Jailed US Marine Paul Whelan says he is “greatly disappointed” not to have been included in the Brittney Griner prisoner exchange in a new interview from his Russian prison cell.
Mr Whelan told CNN that while he welcomed Ms Griner’s release from Russian custody, he had been “led to believe things were moving in the right direction” with efforts to secure his release.
“I don’t understand why I’m still sitting here,” he told CNN.
Mr Whelan, a former US Marine, was convicted of espionage charges and sentenced to 16 years in prison after his arrest in Moscow in 2018.
He strongly denies the charges, which the US State Department has described as “false”.
President Joe Biden said during a White House press conference on Thursday that Russia had refused to include in an exchange for Russian arms dealer Viktor Bout.
“It was a choice to get Brittney or nothing,” the US official told CNN.
Speaking to CNN, Mr Whelan said he was a victim of “political extortion”.
“They’ve always considered me to be at a higher level than other criminals of my sort and for whatever reason, I’m treated differently than another individual here from a Western country that’s also on a charge of espionage.”
He called on the Biden administration to do whatever it took to get him home, “regardless of the price they might have to pay”.
“My bags are packed. I’m ready to go home. I just need an airplane to come and get me,” he told CNN.
In a statement emailed to several news outlets, brother David Whelan expressed concern for Paul’s wellbeing after Ms Griner’s release.
“I can’t even fathom how Paul will feel when he learns. Paul has worked so hard to survive nearly four years of this injustice. His hopes had soared with the knowledge that the US government was taking concrete steps for once towards his release.
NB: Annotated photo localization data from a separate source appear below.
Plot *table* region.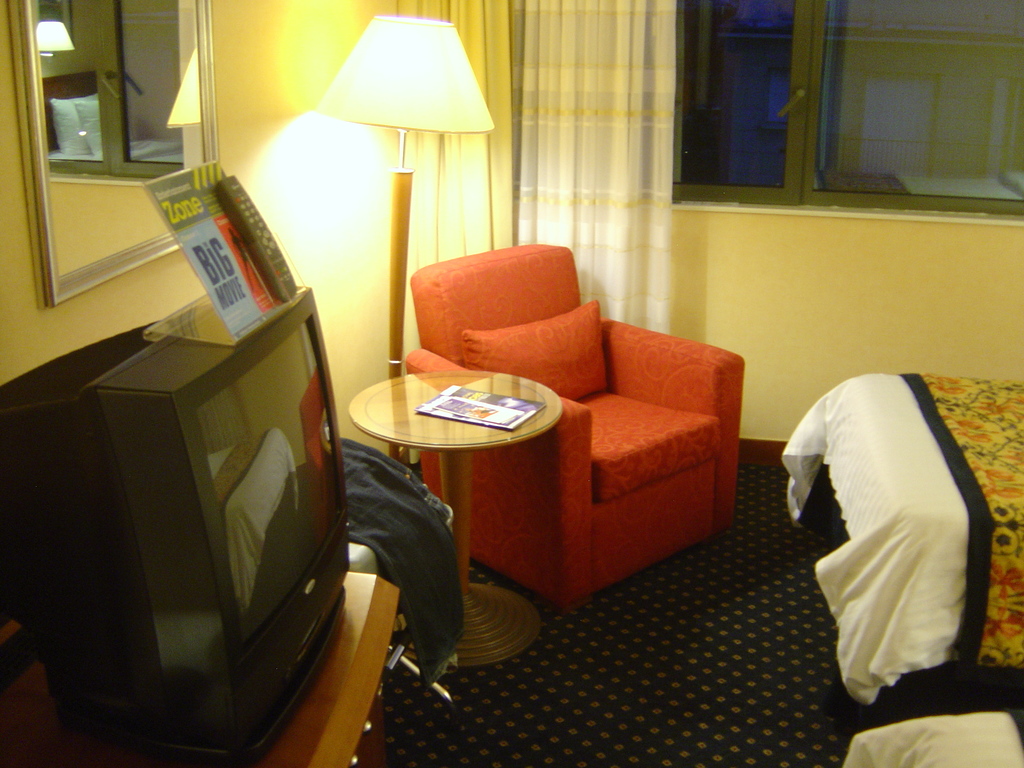
Plotted at rect(348, 344, 546, 601).
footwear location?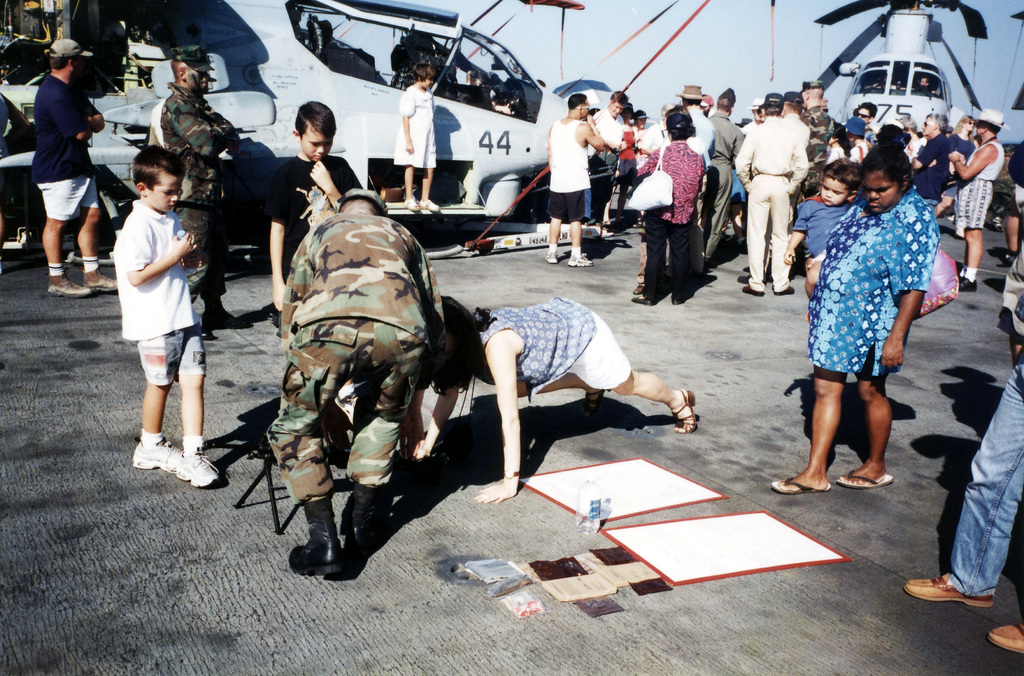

He’d been worrying about where he’d live when he got back to the US.”
Mr Whelan, a 52-year-old US, Irish, British and Canadian citizen, was arrested in December 2018 at a Moscow hotel.
He has been serving his sentence at a labour camp in Moldavia, about 200 miles from Moscow, where he works long hours in a clothing factory.
David Whelan’s statement continued: “And now what? How do you continue to survive, day after day, when you know that your government has failed twice to free you from a foreign prison? I can’t imagine he retains any hope that a government will negotiate his freedom at this point.”
David Whelan said it was clear that the US government had no concessions to offer that the Russians were interested in.
“Increasingly, I worry that Paul himself won’t survive 12 more years in a Russian labour colony. He has tried to stay healthy but one wonders how long that determination to keep going can endure.”